Lyra went straight to bed 24 and, keeping her back angled to the nurse, began stripping the sheets from the bed. At a certain point, she slid a hand between the mattress and the frame and drew out the book, and then the file, at the same time stuffing them down into a pillowcase so they were invisible. Then she headed for the door, pressing the linens tight to her chest, as if they might help muffle the sound of her heart.

“Where are you going?” the nurse asked. She was sitting in a folding chair by the door, fumbling to unwrap one of her candies.

“The laundry,” Lyra answered, surprised that her voice sounded so steady.

“Laundry day was yesterday,” Nurse Stink said.

“I know,” Lyra said, and lowered her voice. “But it's my monthly bleeding.”

The nurse waved a hand as if to say,
Go on
.

Lyra turned left to get to the end of D-Wing. But instead of going downstairs to the laundry, she ducked out of the first exit, a fire door that led to the southeastern side of the institute, where the land sloped very gently toward the fence and the vast marshland beyond it. Birds were wheeling against a pale-blue sky, and the stink of wild taro and dead fish was strong. From here, the marshes were so covered in water lettuce they looked almost like solid ground.

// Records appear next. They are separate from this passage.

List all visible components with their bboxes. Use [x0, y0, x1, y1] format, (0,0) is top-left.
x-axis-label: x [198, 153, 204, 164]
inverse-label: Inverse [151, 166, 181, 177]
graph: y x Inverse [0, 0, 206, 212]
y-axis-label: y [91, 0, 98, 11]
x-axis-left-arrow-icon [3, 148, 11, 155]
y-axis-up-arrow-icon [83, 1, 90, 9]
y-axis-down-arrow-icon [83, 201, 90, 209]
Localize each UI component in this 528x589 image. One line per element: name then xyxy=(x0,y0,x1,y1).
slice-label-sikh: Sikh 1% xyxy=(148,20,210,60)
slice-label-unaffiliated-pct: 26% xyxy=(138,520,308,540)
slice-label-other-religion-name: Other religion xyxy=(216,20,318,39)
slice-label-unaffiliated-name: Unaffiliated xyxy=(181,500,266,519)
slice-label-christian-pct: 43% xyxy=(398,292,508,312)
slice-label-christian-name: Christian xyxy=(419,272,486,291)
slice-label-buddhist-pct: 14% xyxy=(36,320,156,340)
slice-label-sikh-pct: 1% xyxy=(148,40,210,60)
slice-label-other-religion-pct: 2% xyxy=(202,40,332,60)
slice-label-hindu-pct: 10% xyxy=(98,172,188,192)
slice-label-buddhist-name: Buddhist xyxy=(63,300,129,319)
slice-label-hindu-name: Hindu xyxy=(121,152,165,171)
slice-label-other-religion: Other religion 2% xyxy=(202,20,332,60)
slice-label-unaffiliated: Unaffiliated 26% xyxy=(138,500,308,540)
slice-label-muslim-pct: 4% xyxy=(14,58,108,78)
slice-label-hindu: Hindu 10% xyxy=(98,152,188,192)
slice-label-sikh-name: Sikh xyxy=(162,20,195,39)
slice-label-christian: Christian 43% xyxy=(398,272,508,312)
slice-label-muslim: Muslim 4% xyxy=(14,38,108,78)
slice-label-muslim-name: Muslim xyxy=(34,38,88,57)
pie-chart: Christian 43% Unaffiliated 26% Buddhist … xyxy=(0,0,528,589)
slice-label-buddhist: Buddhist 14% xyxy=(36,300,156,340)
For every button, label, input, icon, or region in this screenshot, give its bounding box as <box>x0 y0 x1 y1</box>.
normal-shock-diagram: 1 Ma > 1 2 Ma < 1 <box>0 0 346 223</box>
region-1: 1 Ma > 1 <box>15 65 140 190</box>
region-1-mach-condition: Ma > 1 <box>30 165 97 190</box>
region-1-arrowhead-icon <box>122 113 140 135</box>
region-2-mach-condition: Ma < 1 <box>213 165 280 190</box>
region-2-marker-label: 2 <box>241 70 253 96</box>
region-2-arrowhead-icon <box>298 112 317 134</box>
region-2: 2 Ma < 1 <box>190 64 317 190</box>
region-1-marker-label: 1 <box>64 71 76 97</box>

But Lyra knew better. She'd been told again and again about the tidal marshes, about fishermen and curiosity seekers and adventurers from Barrel Key who'd lost their way among the tumorous growth and had been found drowned.

Lyra hid the bundle of sheets behind a trimmed hedge. She tucked the pillowcase with her belongings in it under her shirt and kept going, circling the main building. She spotted Cassiopeia, sitting motionless by the fence, staring out over the marshes, hugging her knees to her chest. Lyra thought of going to her but wasn't sure what she would say. And Cassiopeia had caused trouble. She'd
pushed Nurse Dolly. She'd be put in solitary or restrained to her bed, kept like that for a day or two. Besides, Lyra was still weak, and even the idea of trying to comfort Cassiopeia exhausted her.

She'd need to find a place not too remote; a place she could sneak off to easily without arousing suspicion, but a place unused for other purposes, where no one else would think to look.

She kept going, toward a portion of the island she'd rarely explored, praying nobody would stop her. She wasn't sure whether she was breaking any rules, and if anyone asked what she was doing or where she was going, she'd have no answer.

The northern half of the island remained undeveloped and largely untouched, since it had, decades earlier, belonged to a timber company. Now it was a repository of old equipment, sealed chemical drums, and trailers mounted on cinder blocks and padlocked off, for the most part, with heavy chains. Lyra paused at a rusted gate hung with a large sign warning of biohazardous material. But the gate was unlocked, and she decided to risk it. Half of Haven contained biohazardous material anyway.

Here there were no neatly trimmed hedges or stone walkways. This area was cooler, shaded by coast oak and mature pines with old, sweeping branches, although to Lyra it all looked the same. As she walked, she thought
about animals concealed in dark hiding places, gators crawling up beneath the fence, snakes nesting in the trees. Two years earlier, a wild hog had come bursting out of the undergrowth and run circles around the guards in front of the Box. It was one of the few times Lyra could remember seeing any of the doctors laughing.